The rest of the story has the outlaw couple trying to escape from the house with the girl, while George and Gloria play a series of twisted games with them (He threatens violence, and she seduces Mickey while pretending to be his mother). It's played as comedy and, to an extent, works as such, if only because Skarsgård and Monroe are affably dim, while Sedgwick and especially Donovan really dig their teeth into the roles of psychopaths with an air of Southern hospitality.

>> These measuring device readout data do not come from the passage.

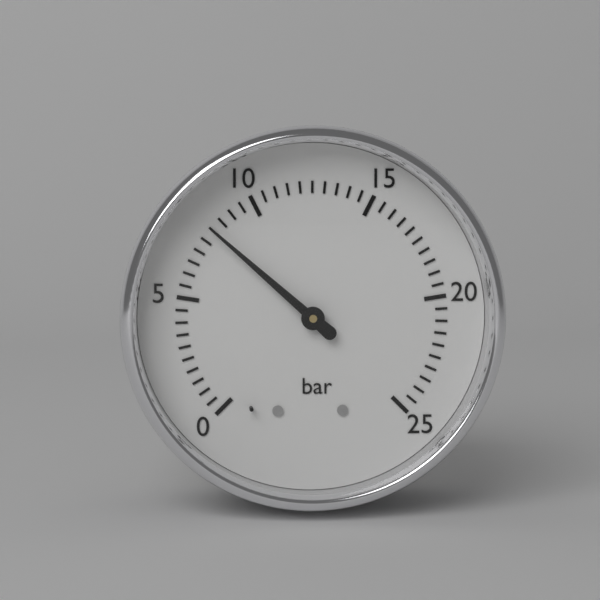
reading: 8.0 bar
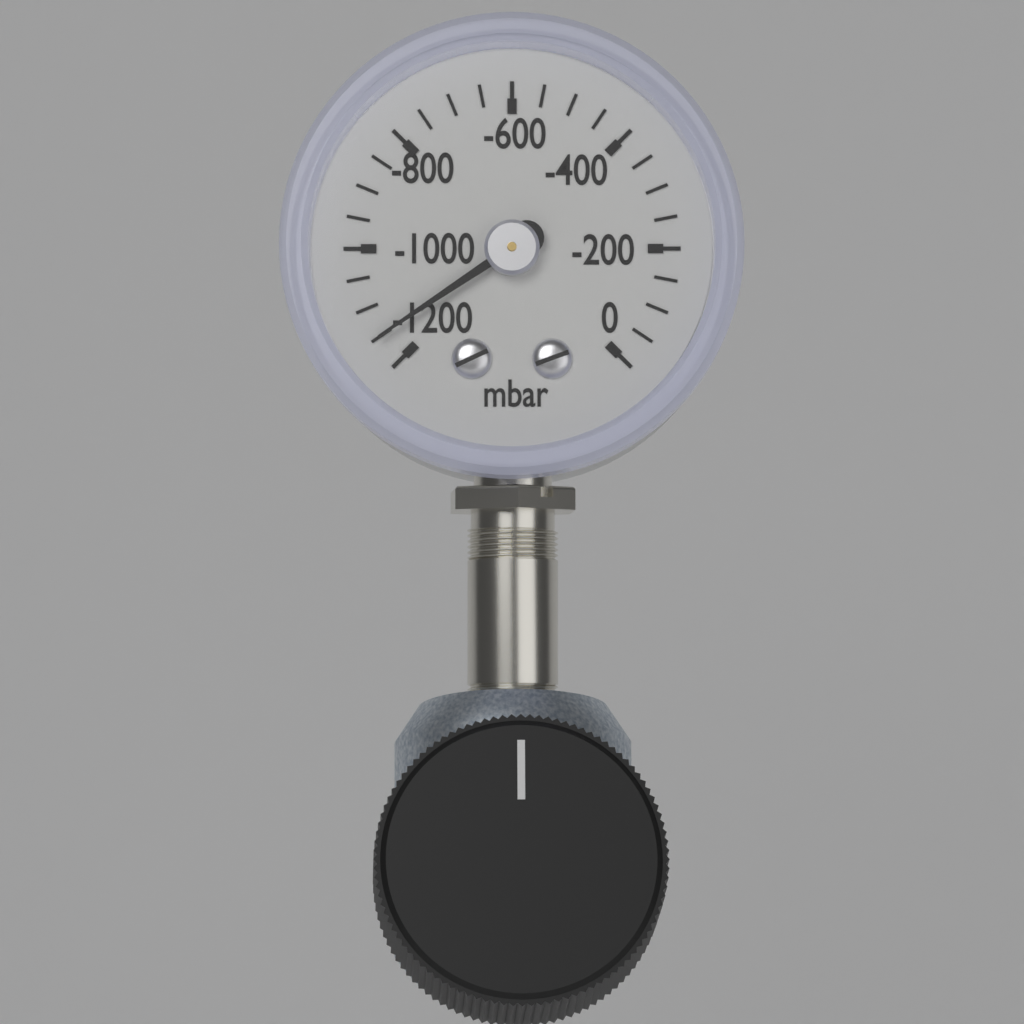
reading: -1150 mbar
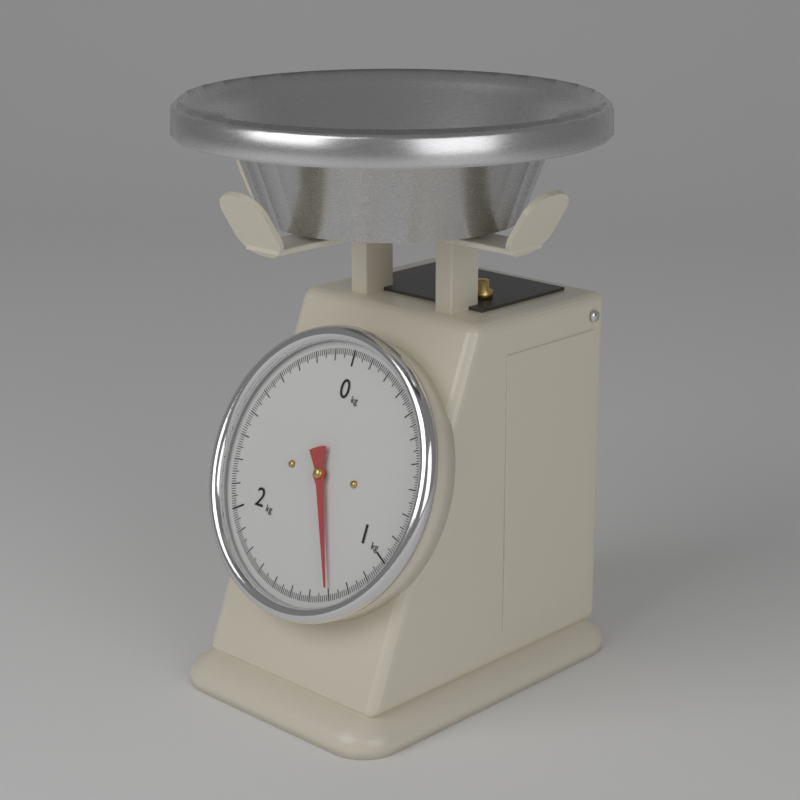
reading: 1.30 kg
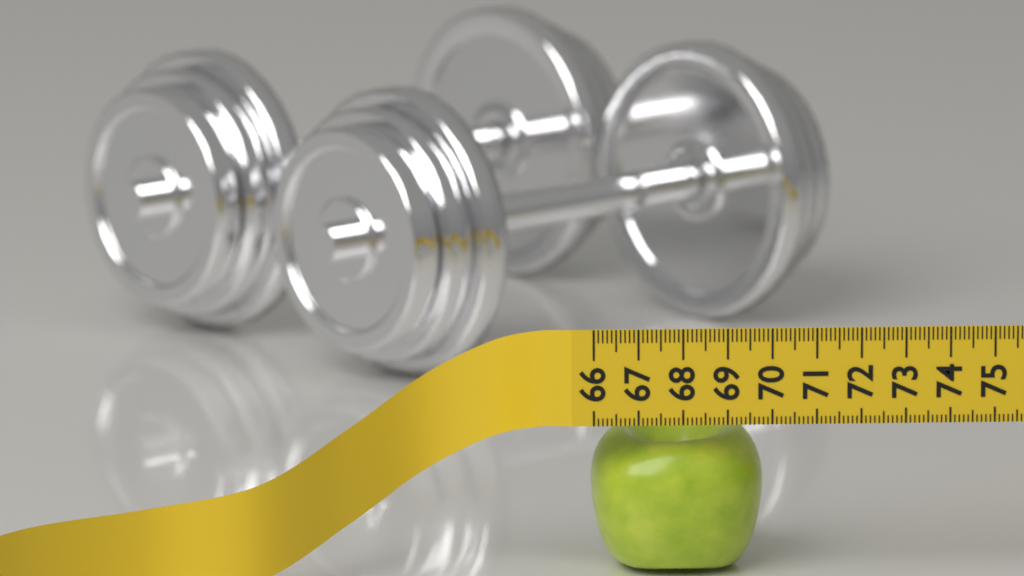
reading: 69.9 (no unit)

Try and succeed as the cast might, though, the movie itself quickly falls into a routine of contrived obstacles for Mickey and Jules to overcome, only to come across another one and another. In that regard, this is also a thriller, and Berk and Olsen offer the blood, a couple of close calls, and the psychobabble explaining the homeowners' natures.

In planting this material in the realm of demented quirkiness, though, they're never able to generate any tension to the proceedings. Tonally, Villains is doing one thing—and doing it reasonably well. The actual plotting of this twisted tale is doing something else—and doing it without the same glimmer of madness.